Is there any benefit to grammatical gender in languages that developed it?
My pen is a she
Some languages are perfectly understandable without grammatical gender. Is the same true of Romantic languages, especially Spanish? How did Romantic languages become so gendered if grammatical gender is not a universal feature of languages?
We could simply blame Latin for being such a silly language, but it's a question worth considering. For instance, if my interviewer were to write with pen and paper at a table while listening to music, these words would be used:
- Él - the masculine pronoun with which my interviewer identifies so strongly
- La Pluma - the pen, a feminine noun
- El Papel - the paper, a masculine noun
- La Mesa - the table, a feminine noun
- El Radio / La Radio - the radio, a noun that can be masculine or feminine, depending on the speaker's preference
We understand the writer as "he." But why is the paper also masculine? Does the writer bear any similarity to the paper, but not to the pen? Is the pen similar to the table? And why does the writer get to choose the gender of the radio when he can't choose with the other nouns?
In truth, there is no intrinsic reason the pen, the table (and the radio) are feminine, just as there is no intrinsic reason the writer, the paper (and the radio) are masculine. Language does not categorize nouns and pronouns by intrinsic properties of gender.
Why not? Because there is no intrinsic masculine or feminine property in any of the objects, including the writer. The objects were chosen to be labeled masculine or feminine in the same formalization of language that occurred in English.
Languages are composed of conventions
Why is "la pluma" feminine? Why is "they" typically plural? Why shouldn't sentences end with a preposition or infinitives be split?
The answer is simple: because. Because people using the language decided that's how the grammar should work.
There are no intrinsic qualities of grammar. There is only the convention of the social environment's use of language. Even the writer is labeled with a pronoun and adjective that people decided should apply to others like him.
Perhaps you protest at a process that nebulous. Perhaps you cry out that science must be involved. After all, science continually refines intrinsic concepts of matter and objects as we learn more about the Universe. How much has science affected language?
In Spanish, the word "el papel" is traced to the 16th Century CE - toward the end of the Middle Ages - when science was certainly not the driving force of society. For reference, "they" as a singular pronoun is found in English even a bit earlier in history.

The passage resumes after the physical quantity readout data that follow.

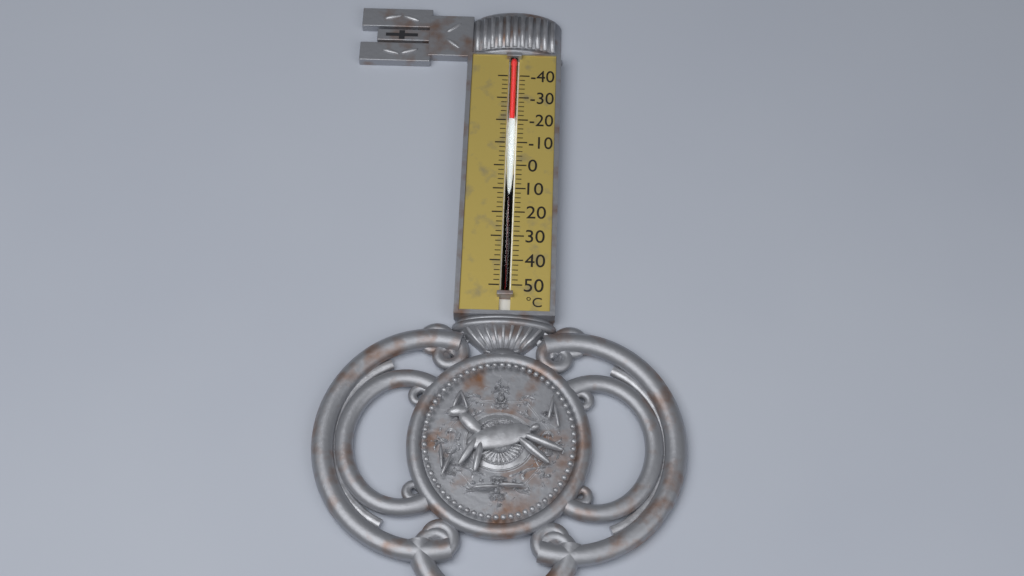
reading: -20 °C
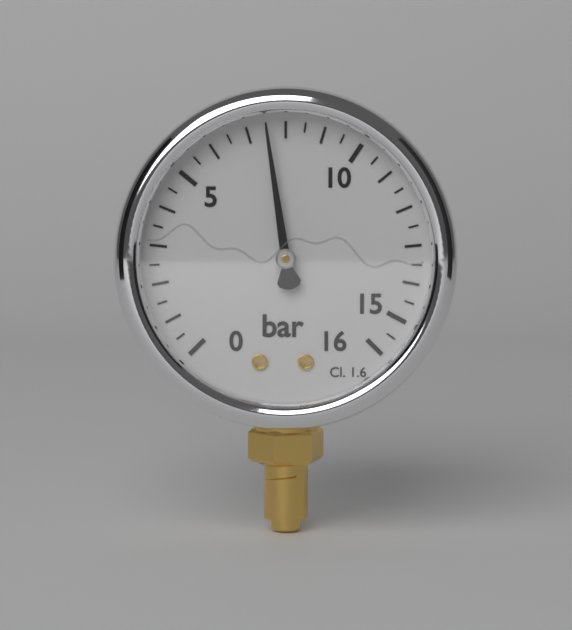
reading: 7.5 bar
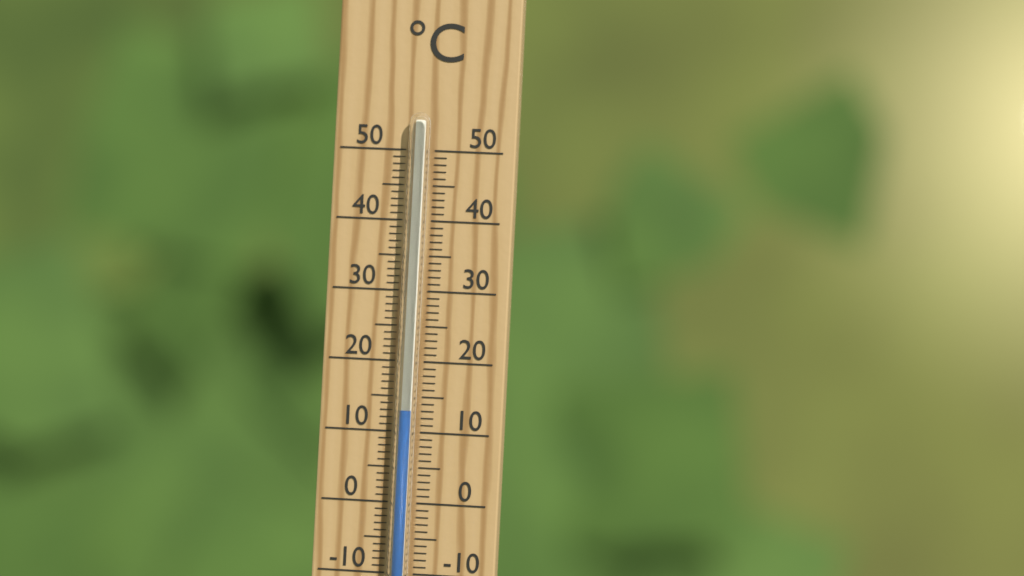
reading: 13 °C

Language is anything but scientific, nor is it bound by the laws of the Universe. Attempts to call pronouns "scientifically accurate" will need to include research into the feminine nature of the table currently holding up the paper for my pen.
Humans, not grammar
In the end, language is developed to serve humans, not the other way around. Humans need to communicate, and we develop symbols to facilitate communication. While science may refine concepts labeled by symbols of language, rarely will it refine features of the language itself.
Instead, gender in language - if it exists at all - is derived from social conventions that later are formalized by linguists. I cannot explain why my pen is feminine, as I am, nor will I accept a detractor's misgendering as "scientific."
But I will remind my detractors that the word "gender" is believed to originate in proto-Indo-European (PIE), the parent language even of Latin, from which Spanish derives. In PIE, *gene- implied a family or tribe, not body parts. Identity developed from the people who accepted you as one of their own.
Understanding gender as a sense of collective acceptance may explain what happened with "la pluma," "el papel," and "la mesa." Perhaps the paper had a falling out with the table supporting it and the pen writing on it far in Latin's distant past.
For the sake of writers across time and space, I hope the words can make up and establish gender harmony in my journaling once again.